The Word Count Challenge has been great for me. For years now, I’ve daydreamed about writing, about being a writer. But I never actually wrote anything, except for here and there a couple of pages that didn’t really lead anywhere. Thanks to Liz and the Word Count Challenge, I’ve written more publishing-oriented fiction in the past three months than I have in the past thirty years.
These past three months have been great. But I’ve still been—well, just tinkering. Too many of my daily 100 words have been tossed off negligently right before crawling into bed, or they’ve been wasted on “research.”
That’s about to change. Because I’m going to write a novel.
I’m not just going to write whatever’s easy or whatever I’m in the mood for that day. I’m going to write a novel.
I’ve done the math. Michael A. Stackpole says that beginning novelists should shoot for about 100,000 words for their first novel. That’s what publishers are looking for these days. If he’s pretty close to being correct there, then at 100 words a day, it’ll take me three years to write my novel. That doesn’t count the outlining or the research. And that’s just the first draft.
I don’t have time for that. I know for a fact that I will never be able to sustain the energy and dedication required for that. Even if I wrote closer to 200 words a day (which was about my average number of words last month), it would still take me about three years to finish if you include research and revision.
So I figure that if I write closer to 500 words a day, I might be able to churn out a completed novel in just one and a half years or so. How in the world am I going to find time for that?
I’ve got to stop spending so much dad-gummed time on the internet. I know myself. I’ve got to cut it off, cause once I start in on it for an evening, it’s too hard to stop. So I’m going to start limiting myself to just a couple of days a week checking e-mails and blogs. And, with my wonderful wife’s blessing, I’m going to set aside a couple of hours during the weekends to shut myself in the office and work.
I’m going to do this. I’m going to write a novel. Watch out.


(WORK ORDER):
Could you copy out all of the records below exactly, leaving out every picture?

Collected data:
*** Block opens ***
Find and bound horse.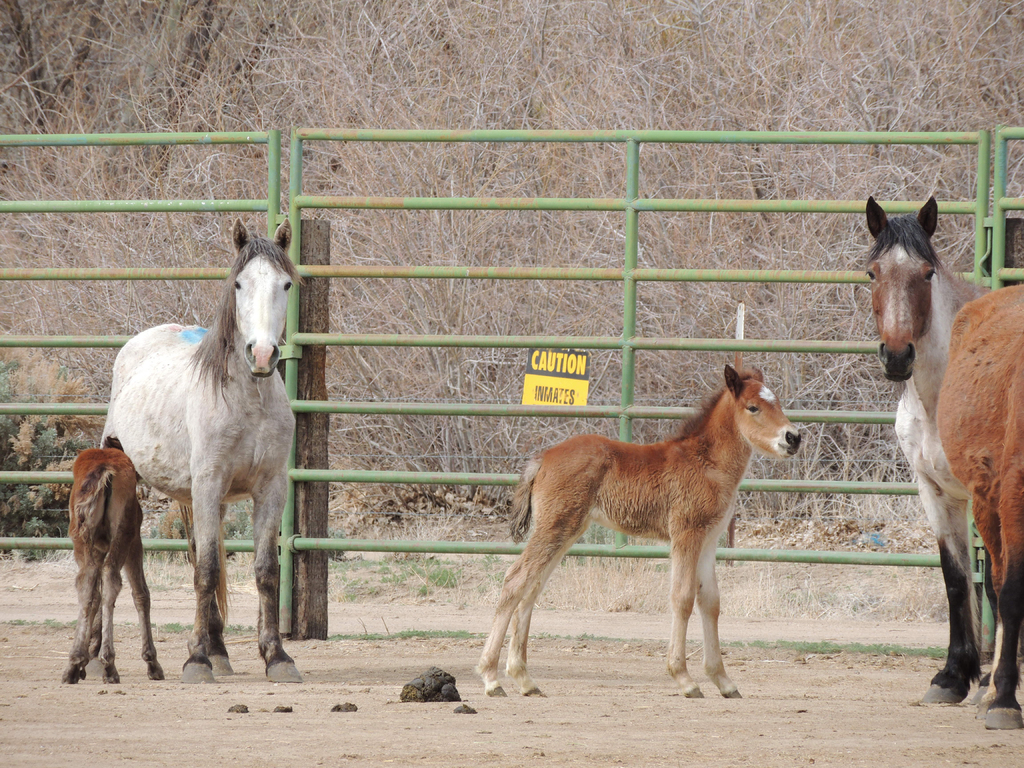
Bound: left=472, top=363, right=806, bottom=694.
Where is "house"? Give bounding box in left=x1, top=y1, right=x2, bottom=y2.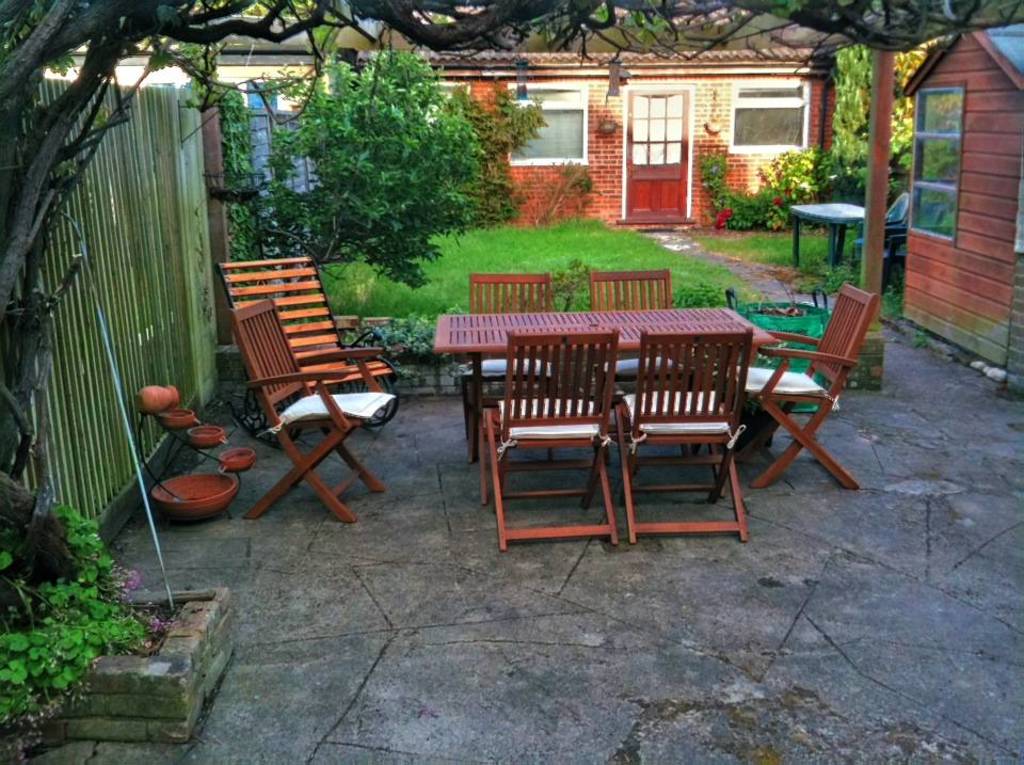
left=900, top=22, right=1023, bottom=380.
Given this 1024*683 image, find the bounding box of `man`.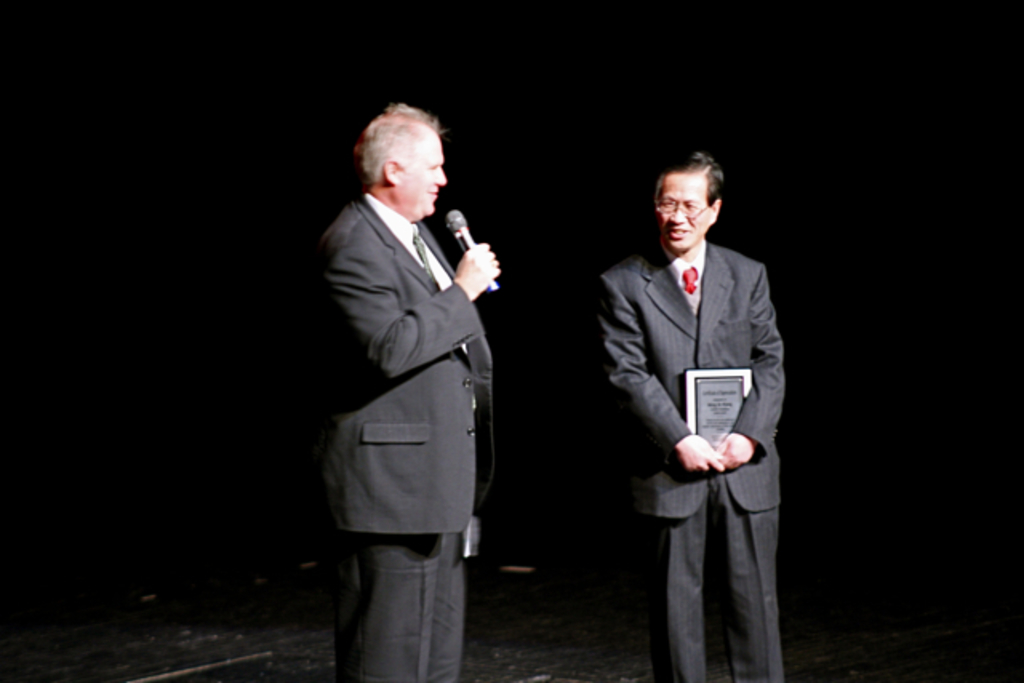
[left=325, top=190, right=501, bottom=681].
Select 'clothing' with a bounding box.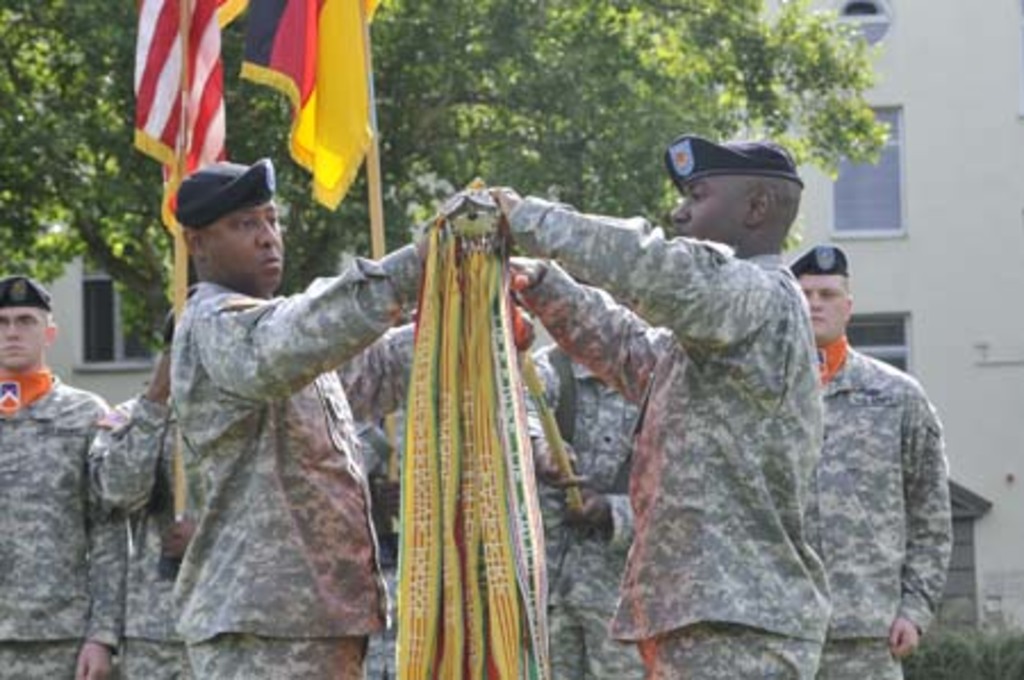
*** Block closes ***
(EXERCISE ANSWER):
Find and bound horse.
Bound: left=472, top=363, right=806, bottom=694.
Where is "house"? Give bounding box in left=x1, top=y1, right=x2, bottom=y2.
left=900, top=22, right=1023, bottom=380.
Given this 1024*683 image, find the bounding box of `man`.
[left=325, top=190, right=501, bottom=681].
Select 'clothing' with a bounding box.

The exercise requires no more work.